### Try it
After finding "This screenshot has height=1311, width=2331." in a line below, print that line and the rest of the lines exactly, leaving out all pictures.

Dataset items:
———

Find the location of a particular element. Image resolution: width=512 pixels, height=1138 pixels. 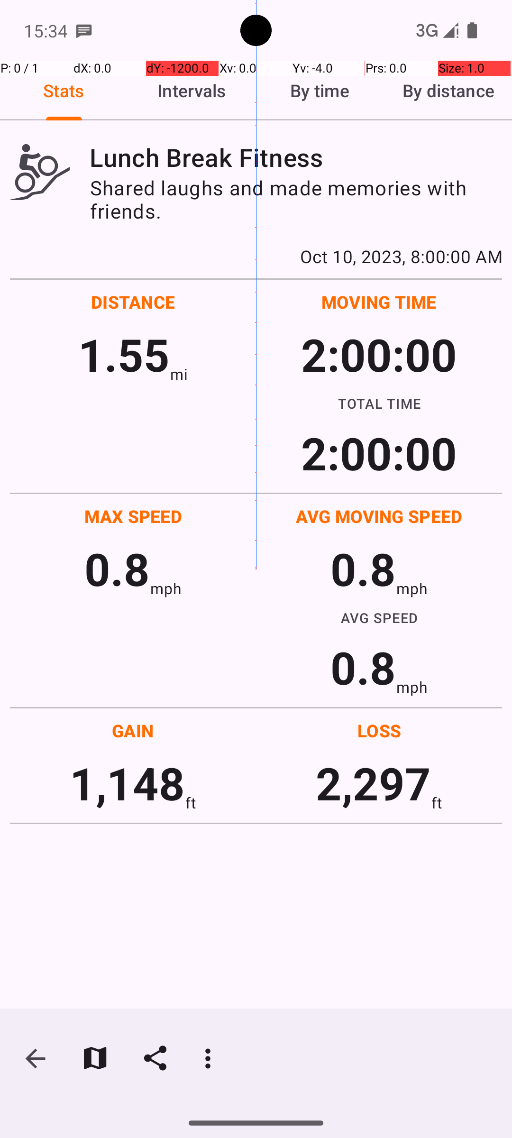

2,297 is located at coordinates (374, 782).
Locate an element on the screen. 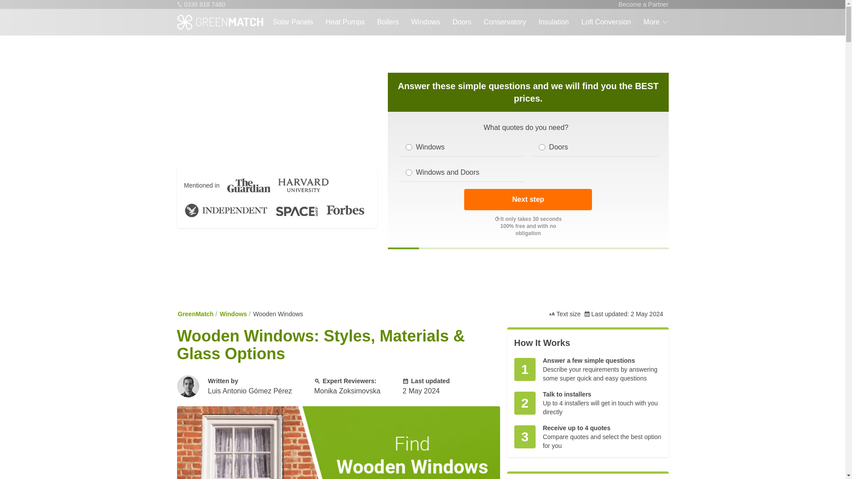  0330 818 7480 is located at coordinates (201, 4).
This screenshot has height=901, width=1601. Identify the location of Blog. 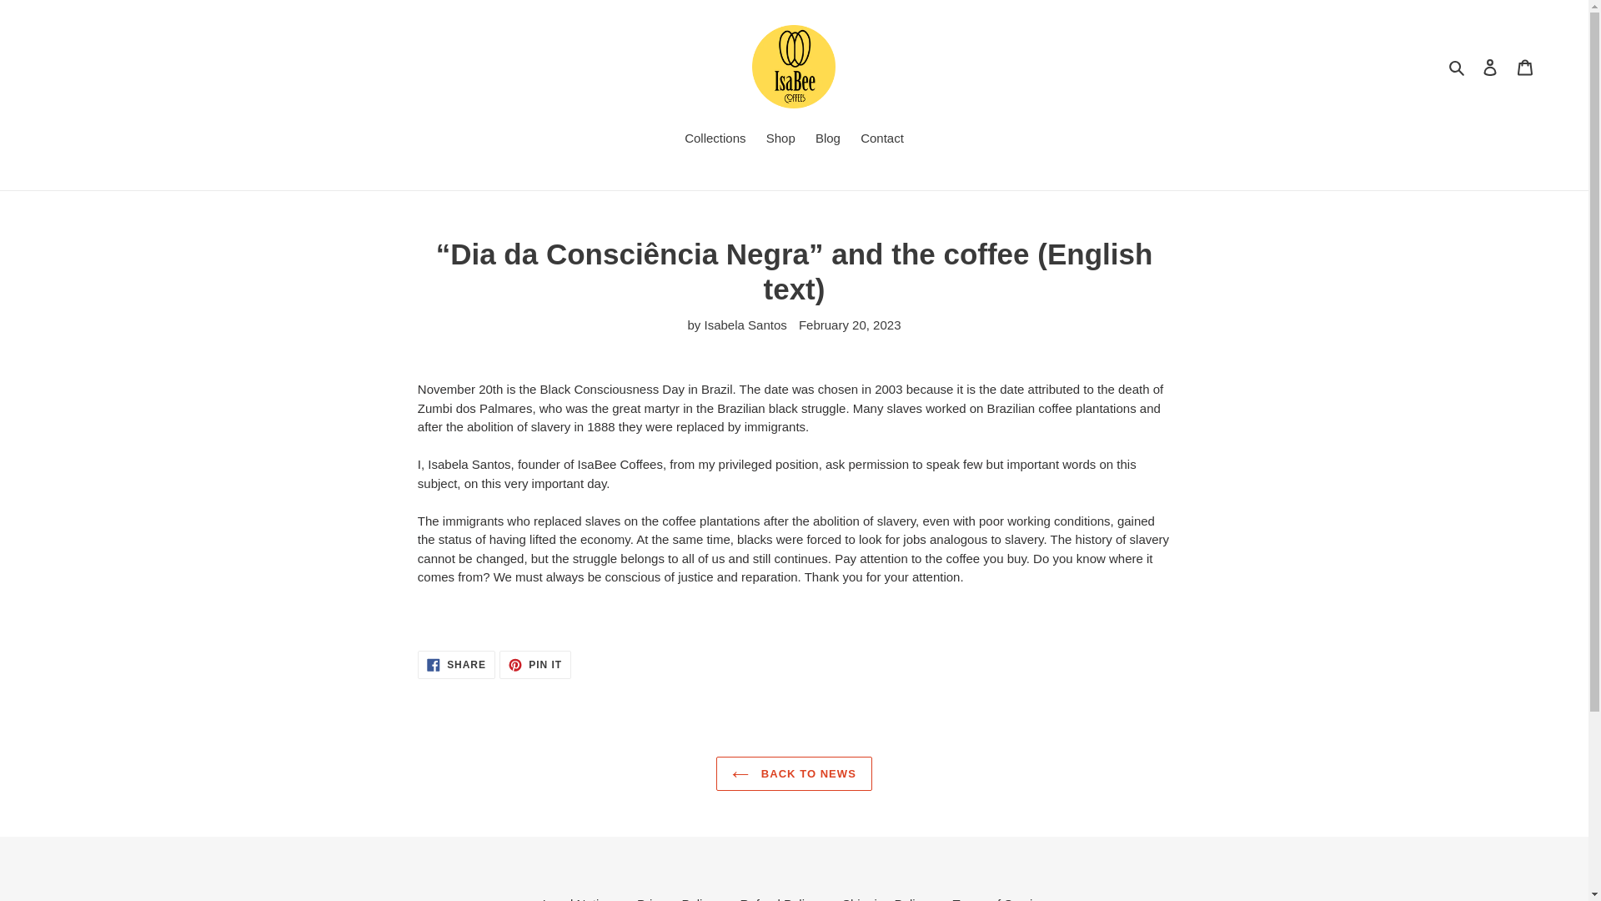
(827, 140).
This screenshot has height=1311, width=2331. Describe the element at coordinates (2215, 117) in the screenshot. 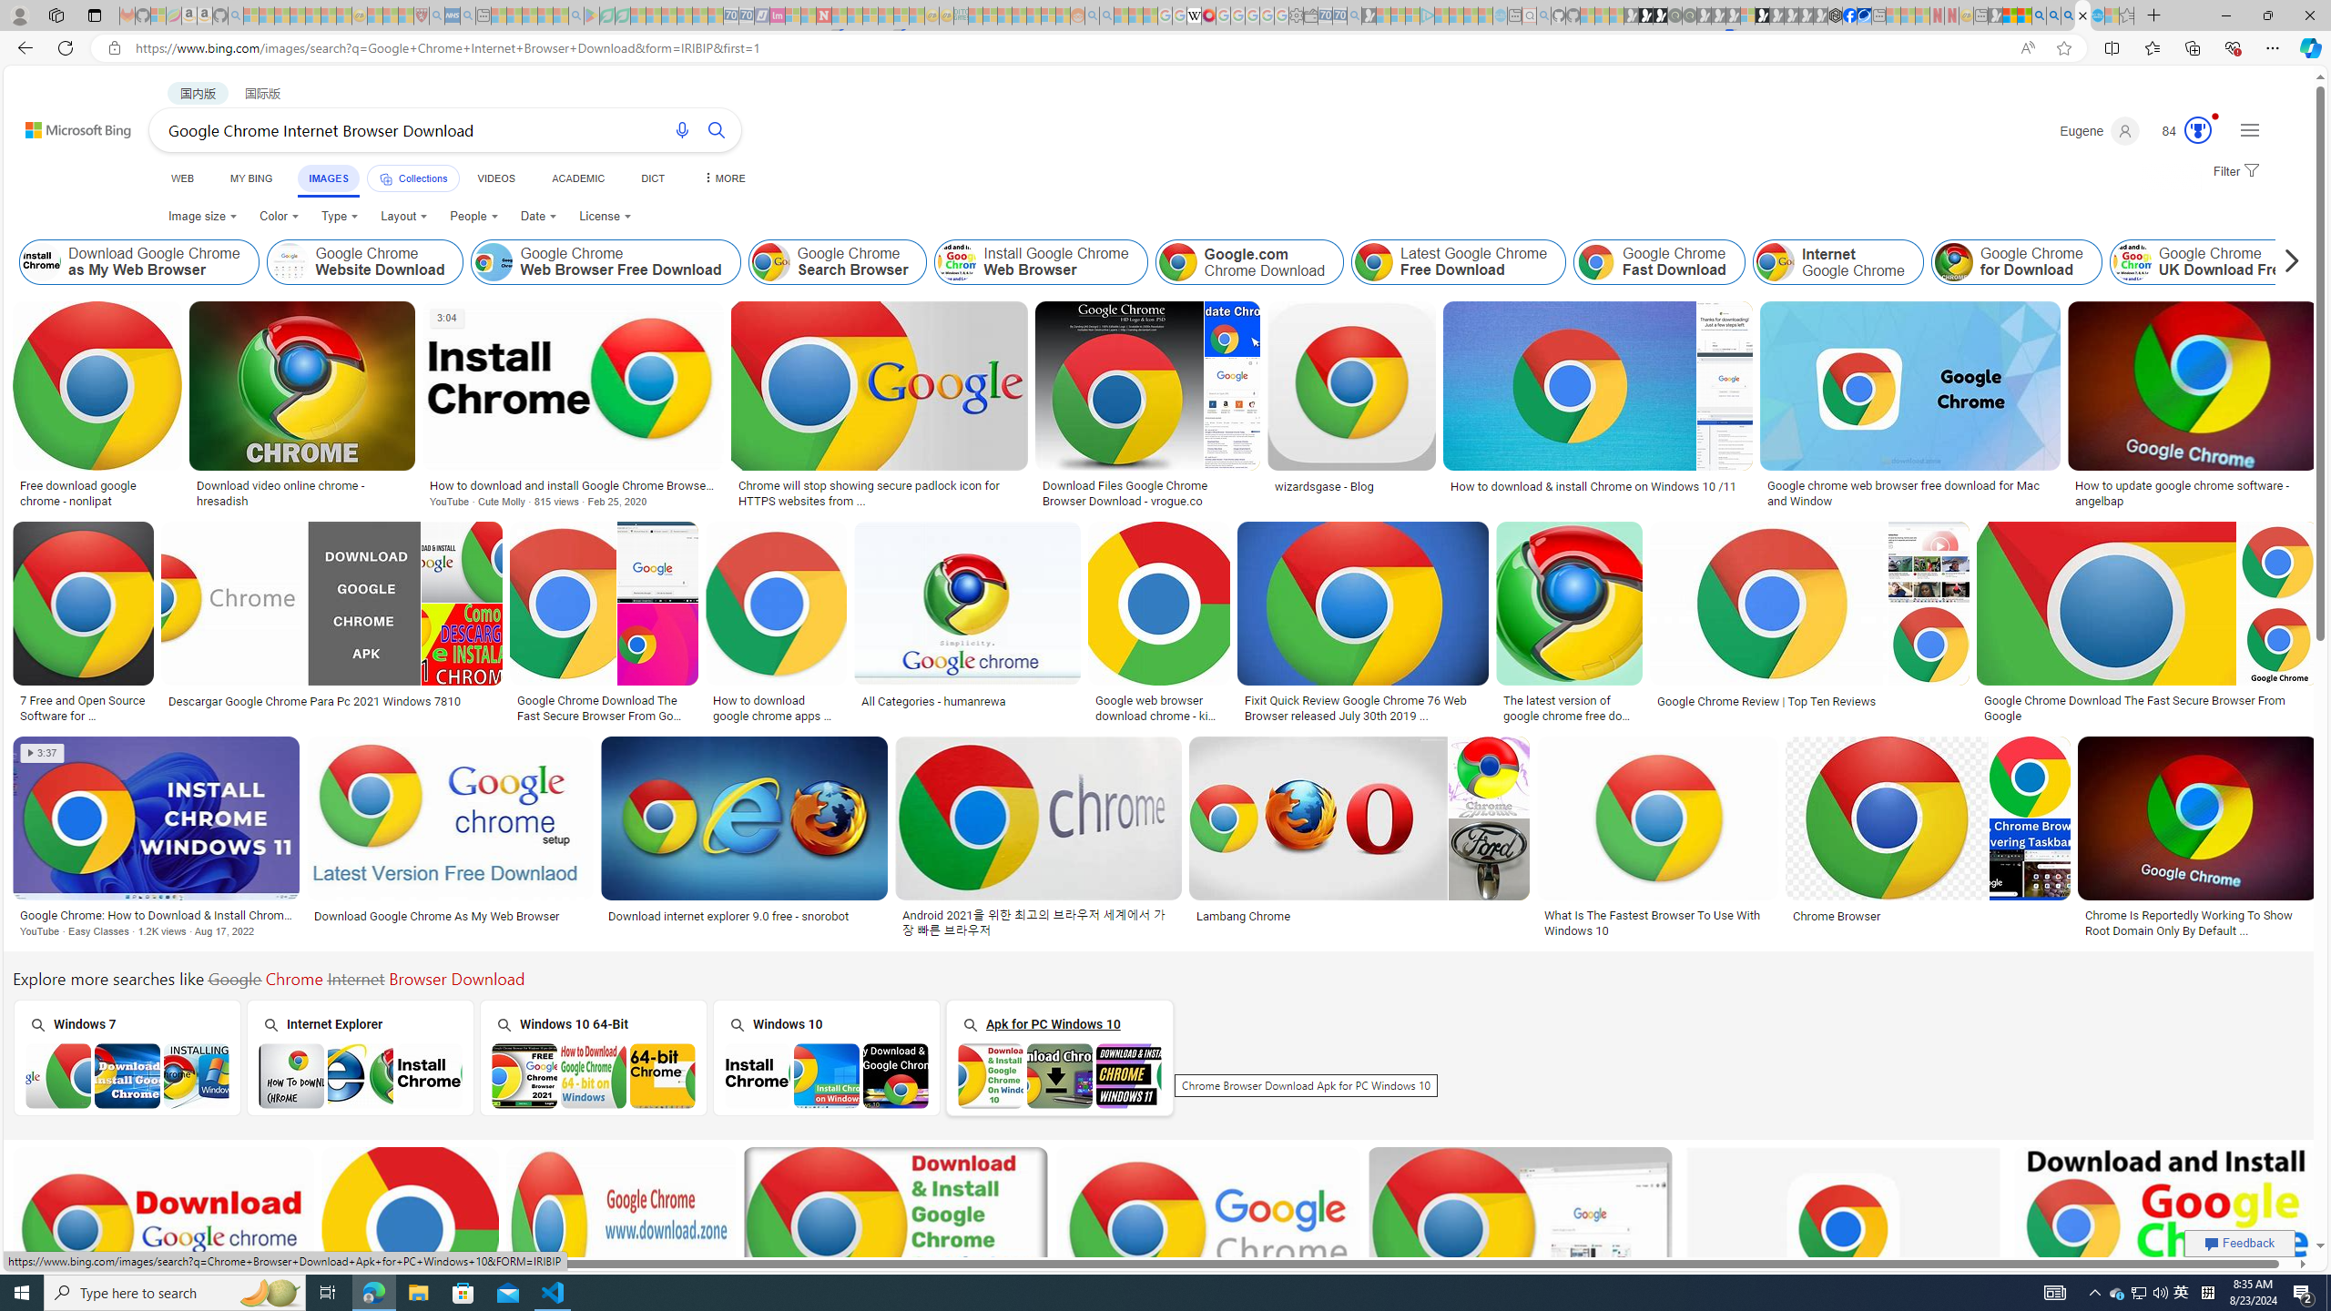

I see `Animation` at that location.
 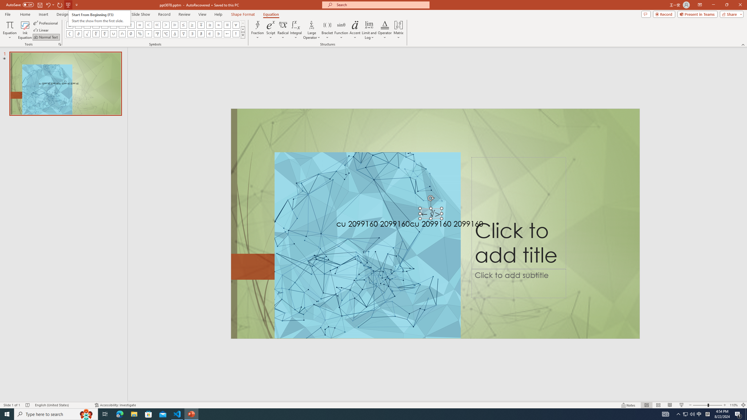 I want to click on Equation Symbol Approximately Equal To, so click(x=210, y=25).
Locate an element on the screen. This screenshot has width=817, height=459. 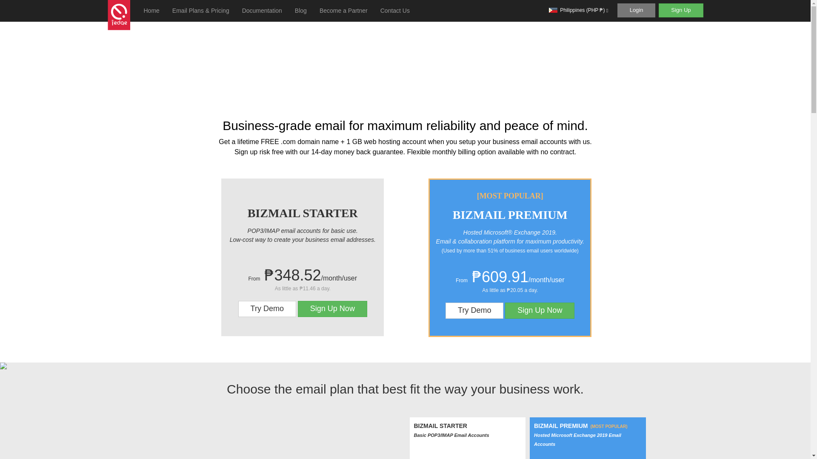
Blog is located at coordinates (300, 10).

———

### Answer below
This screenshot has height=1311, width=2331. Describe the element at coordinates (2215, 117) in the screenshot. 

I see `Animation` at that location.
  I want to click on Equation Symbol Approximately Equal To, so click(x=210, y=25).
Locate an element on the screen. This screenshot has width=817, height=459. 
Blog is located at coordinates (300, 10).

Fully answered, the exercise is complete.